THE suggestion of this caricature is perhaps not so obvious to Englishmen as might be wished, for it represents the Kaiser, and the forces behind him, as more broken down than we have reason to think they were, or at any rate, than they appeared to us at the time this cartoon first appeared. It may be that to the neutrals their cause seemed less hopeful, and more out-at-elbows, as here depicted. The continuous fall of the mark in neutral countries may mean this.

The figure of President Wilson is at any rate exceedingly clever. Detached, professorial, contemplative, slightly academic, not to say donnish, he contemplates “Mr. Turveydrop” and “Bill Sykes,” for such characters they appear to be, with pensive, amused speculation. He certainly cannot expect more than swagger and sham gentility, scarcely disguising brutal ruffianism, from such figures. But is not the reality more serious and murderous?

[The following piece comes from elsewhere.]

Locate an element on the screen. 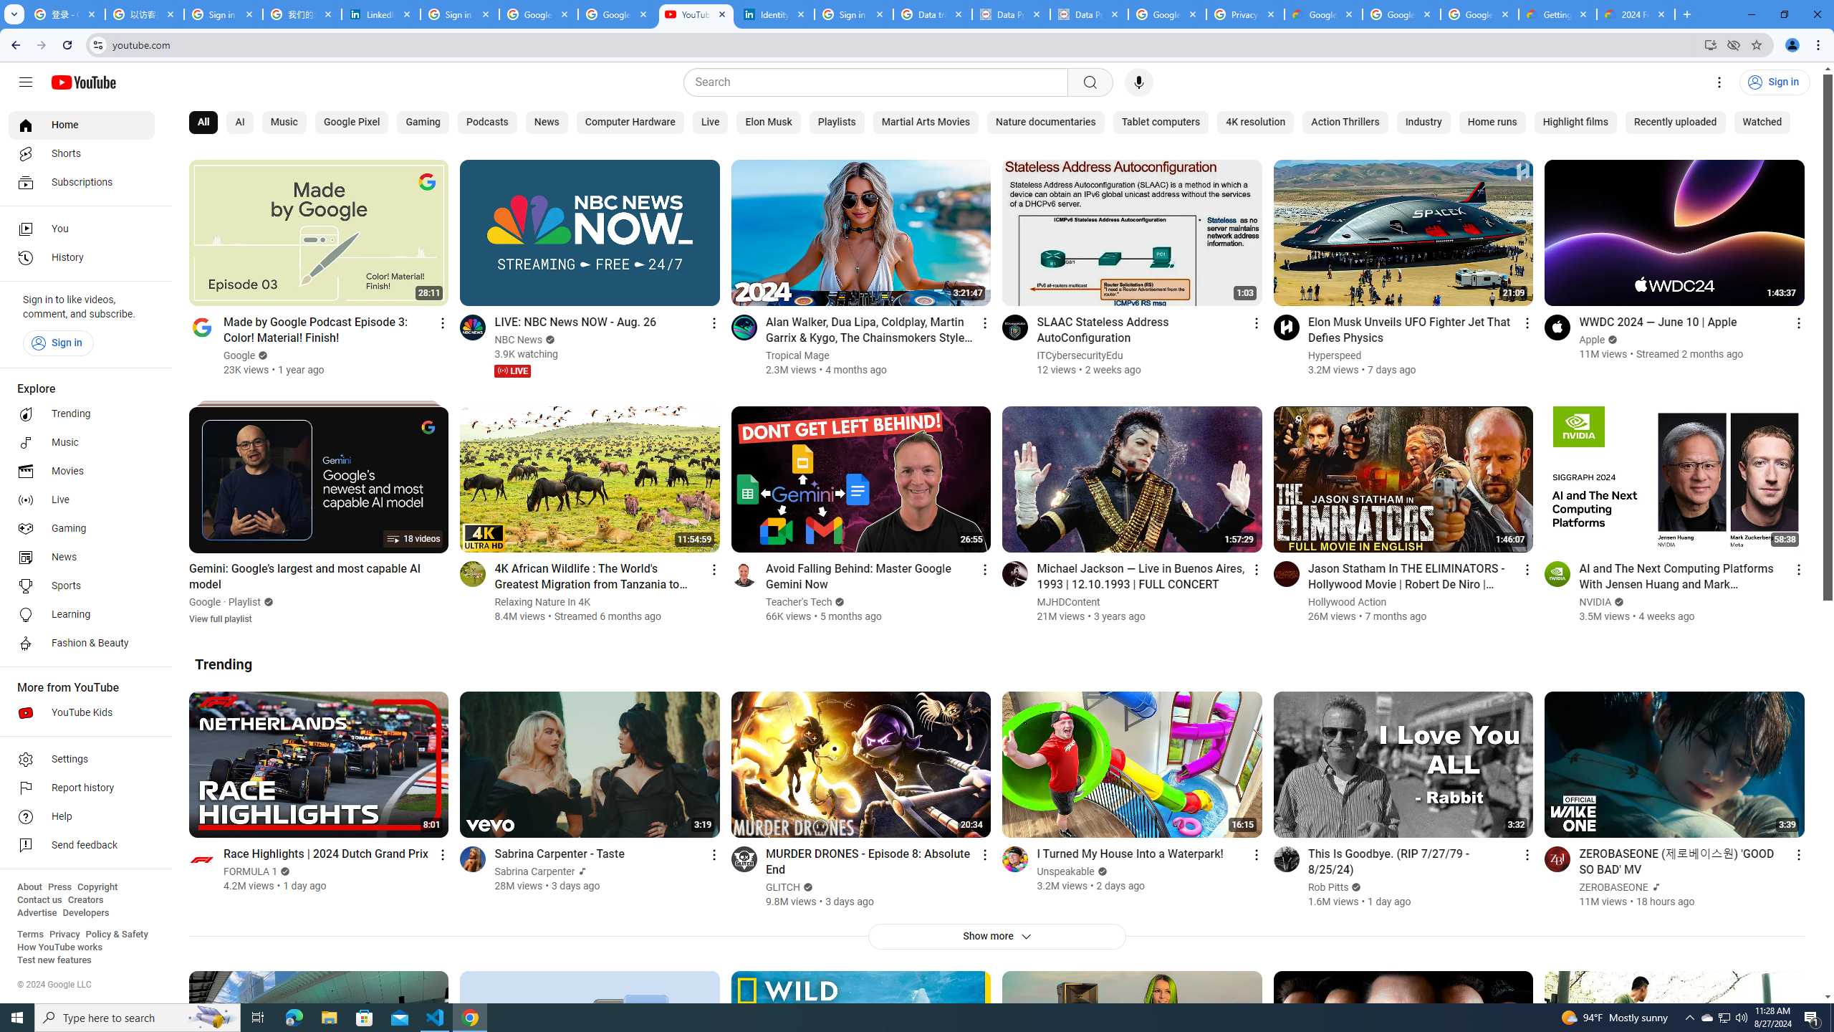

The Kaiser is doubtless an actor, but not quite such a shabby-genteel third-rater as this, and his bullies are no doubt burglars and ruffians, but not of the old-fashioned, bludgeon type; rather the smart, modern operators, armed with automatic revolvers, oxygen blowpipes, swift motors, and other appliances of up-to-date science. “Super-Hooligans” both doubtless are, but unfortunately not to be despised as enemies. This, however, would be less easy to present in caricature, and perhaps less telling.

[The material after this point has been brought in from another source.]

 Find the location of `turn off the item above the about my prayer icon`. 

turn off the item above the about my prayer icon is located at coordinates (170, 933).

The point is the folly of expecting any true “gentleness,” or anything but a veneer of gentility, from Germany.

HERBERT WARREN.

Before the Fall

WHEN, in August of 1914, the German hosts set out on their way to victory and yet greater victory, they had in their minds a figure which, for them, had been girdled round with dignities almost sacred. Whatever their secret thoughts regarding this figure might have been, it was ostensibly something very nearly sacred; to the rest of the world it was an imperial figure, portrayed in many attitudes, but in practically every attitude there was the suggestion of illimitable pride. The world that is not Germany had laughed at this figure a little: over certain telegrams, over the assumption of genius in certain artistic fields, and over a versatility that was almost Neronic. There was not wanting, among free peoples, a certain amount of contempt for this figure.

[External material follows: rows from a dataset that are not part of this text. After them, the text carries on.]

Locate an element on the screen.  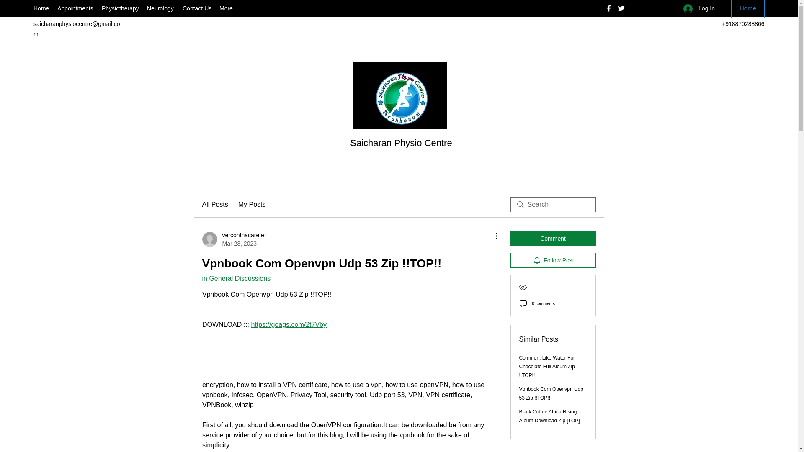
My Posts is located at coordinates (252, 205).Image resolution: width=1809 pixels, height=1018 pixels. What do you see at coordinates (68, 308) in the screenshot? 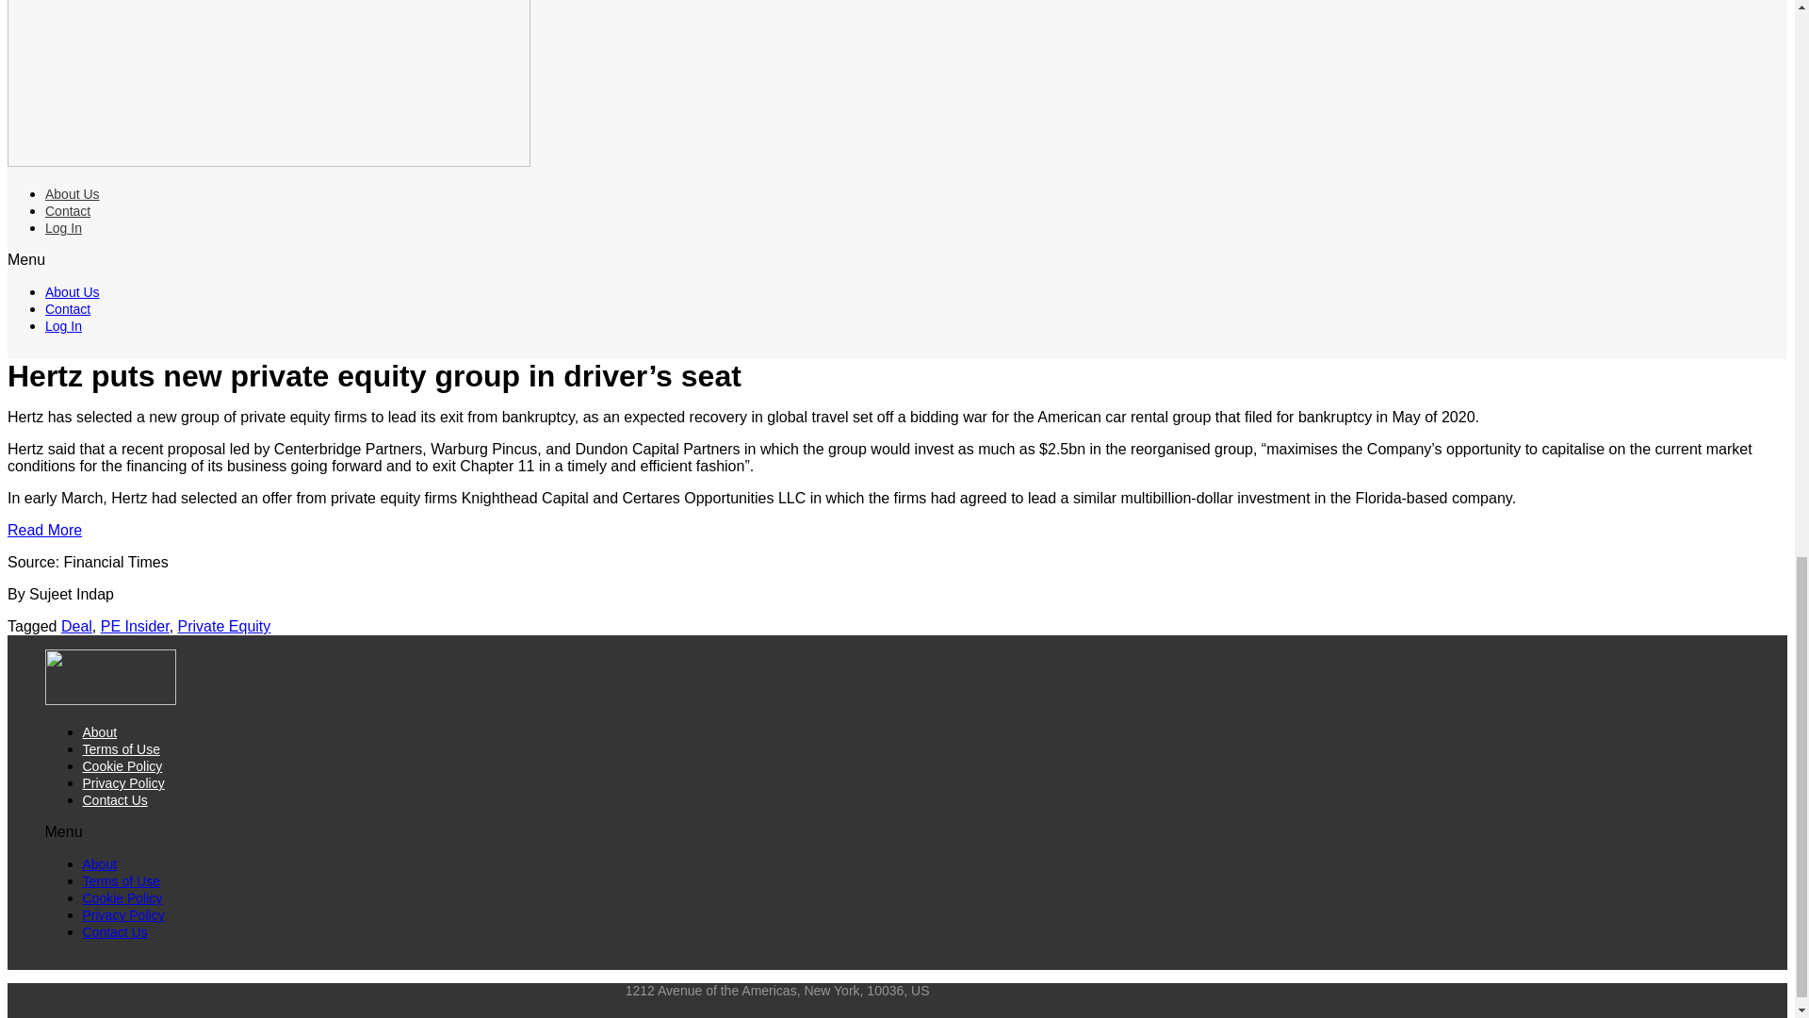
I see `Contact` at bounding box center [68, 308].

Here you have the figure in a new attitude, and though at the time this cartoon was published the triumphs in Rumania were still to come, and the German lines of defense were apparently as strong as ever, yet the cartoon expressed a truth, as do all these cartoons of Raemaekers. As insecurely as is pictured here stood this man who aped Napoleon and Alexander, at whose bidding women and children were fed into the furnace of war, through whose senseless ambition countless homes were made places of mourning for the men who would return no more. More than three years of suffering, and the face of the world changed, the progress of the world arrested—for this!